In a world with shit reboots and bad soft reboots, it's kinda nice to see a sequel that treats its source material with respect. The basic plotline is the Jumanji board game changes itself into a video game after realizing that kids in 1996 don't play board games anymore. One kid gets trapped in Jumanji in 1996, and then the game is lost until 2017 when four more kids in detention join the game (similar to how the board game caught up the rest of the players in the original movie). The game sucks the players into the jungle, which is made explicitly clear is the same magical jungle that Robin Williams was trapped within for the first Jumanji.
The rest of the movie plays out as if it's a video game. Characters have popups telling them what they're good at or bad at (in the case of the Rock, he has no weaknesses; in the case of Kevin Hart, his weakness is cake which makes him explode), and everyone starts with three lives that get depleted as the game moves along. The "we're in a game" trope is used to justify some truly ridiculous stuff, all the teenagers-stuck-in-adult-bodies get valuable life lessons, and they even save the kid from 1996 who turns out to grow up into Colin Hanks.
I wasn't huge on the action in the movie. It was perfectly fine, of course, but shot with too much shaky cam as seems to be action norms these days. Even after George Miller reminded how action is supposed to be filmed in Fury Road, too many directors are making their cameras bounce around like a three year old on Christmas morning. However, I did enjoy the comedy turns - three really funny men were cast in the leads with The Rock, Kevin Hart, and the absolutely scene-stealing Jack Black, and I learned that Karen Gillan has decent comedic timing. The movie's gimmick was well-executed and heart-felt. It's silly and stuff, but you can't ask for more from a fun comedy film that has a nice message for the kids watching who are about to be teenagers.
And I will admit, it's hilarious watching Dwayne Johnson go from hamming it up while pretending to be a 16 year old insecure Jewish kid into the video game's dynamic and "smouldering" persona, then immediately switch back. Fantastic stuff.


### WHAT THE TASK ASKS:
Please repeat every record exactly, leaving out any pictures.

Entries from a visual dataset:
┄┄┄┄┄┄┄┄┄┄

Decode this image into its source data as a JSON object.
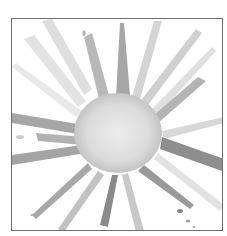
{
  "artwork": {
    "subject": "watercolor-starburst",
    "colors": {
      "frame": "#6e6e6e",
      "background": "#ffffff",
      "ink_dark": "#7a7a7a",
      "ink_mid": "#a8a8a8",
      "ink_light": "#d6d6d6",
      "center": "#e2e2e2"
    }
  }
}
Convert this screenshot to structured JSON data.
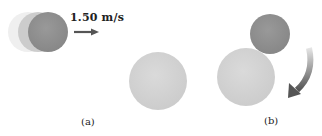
{
  "diagram": {
    "panels": [
      {
        "id": "a",
        "caption": "(a)",
        "velocity_label": "1.50 m/s",
        "description": "Small dark sphere moving right toward large light sphere at rest"
      },
      {
        "id": "b",
        "caption": "(b)",
        "description": "Small dark sphere in contact with large sphere; curved arrow indicating rotation/deflection"
      }
    ],
    "colors": {
      "small_sphere": "#8f8f8f",
      "large_sphere": "#d4d4d4",
      "ghost_1": "#eeeeee",
      "ghost_2": "#c4c4c4",
      "arrow": "#6f6f6f"
    }
  }
}
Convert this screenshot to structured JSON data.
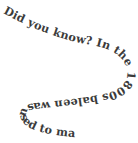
{
  "canvas": {
    "width": 138,
    "height": 143,
    "background_color": "#ffffff"
  },
  "curved_text": {
    "full_text": "Did you know? In the 1800s baleen was used to make umbrellas.",
    "text_color": "#3b3b3b",
    "segments": [
      {
        "id": "seg-1",
        "text": "Did you know?"
      },
      {
        "id": "seg-2",
        "text": " In the 1800s"
      },
      {
        "id": "seg-3",
        "text": " baleen was used to"
      },
      {
        "id": "seg-4",
        "text": " make umbrellas."
      }
    ],
    "shape": "horseshoe-spiral",
    "reading_direction": "clockwise"
  }
}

┄┄┄┄┄┄┄┄┄┄

### EXERCISE OUTPUT:
Decode this image into its source data as a JSON object.
{
  "artwork": {
    "subject": "watercolor-starburst",
    "colors": {
      "frame": "#6e6e6e",
      "background": "#ffffff",
      "ink_dark": "#7a7a7a",
      "ink_mid": "#a8a8a8",
      "ink_light": "#d6d6d6",
      "center": "#e2e2e2"
    }
  }
}
Convert this screenshot to structured JSON data.
{
  "diagram": {
    "panels": [
      {
        "id": "a",
        "caption": "(a)",
        "velocity_label": "1.50 m/s",
        "description": "Small dark sphere moving right toward large light sphere at rest"
      },
      {
        "id": "b",
        "caption": "(b)",
        "description": "Small dark sphere in contact with large sphere; curved arrow indicating rotation/deflection"
      }
    ],
    "colors": {
      "small_sphere": "#8f8f8f",
      "large_sphere": "#d4d4d4",
      "ghost_1": "#eeeeee",
      "ghost_2": "#c4c4c4",
      "arrow": "#6f6f6f"
    }
  }
}
Convert this screenshot to structured JSON data.
{
  "canvas": {
    "width": 138,
    "height": 143,
    "background_color": "#ffffff"
  },
  "curved_text": {
    "full_text": "Did you know? In the 1800s baleen was used to make umbrellas.",
    "text_color": "#3b3b3b",
    "segments": [
      {
        "id": "seg-1",
        "text": "Did you know?"
      },
      {
        "id": "seg-2",
        "text": " In the 1800s"
      },
      {
        "id": "seg-3",
        "text": " baleen was used to"
      },
      {
        "id": "seg-4",
        "text": " make umbrellas."
      }
    ],
    "shape": "horseshoe-spiral",
    "reading_direction": "clockwise"
  }
}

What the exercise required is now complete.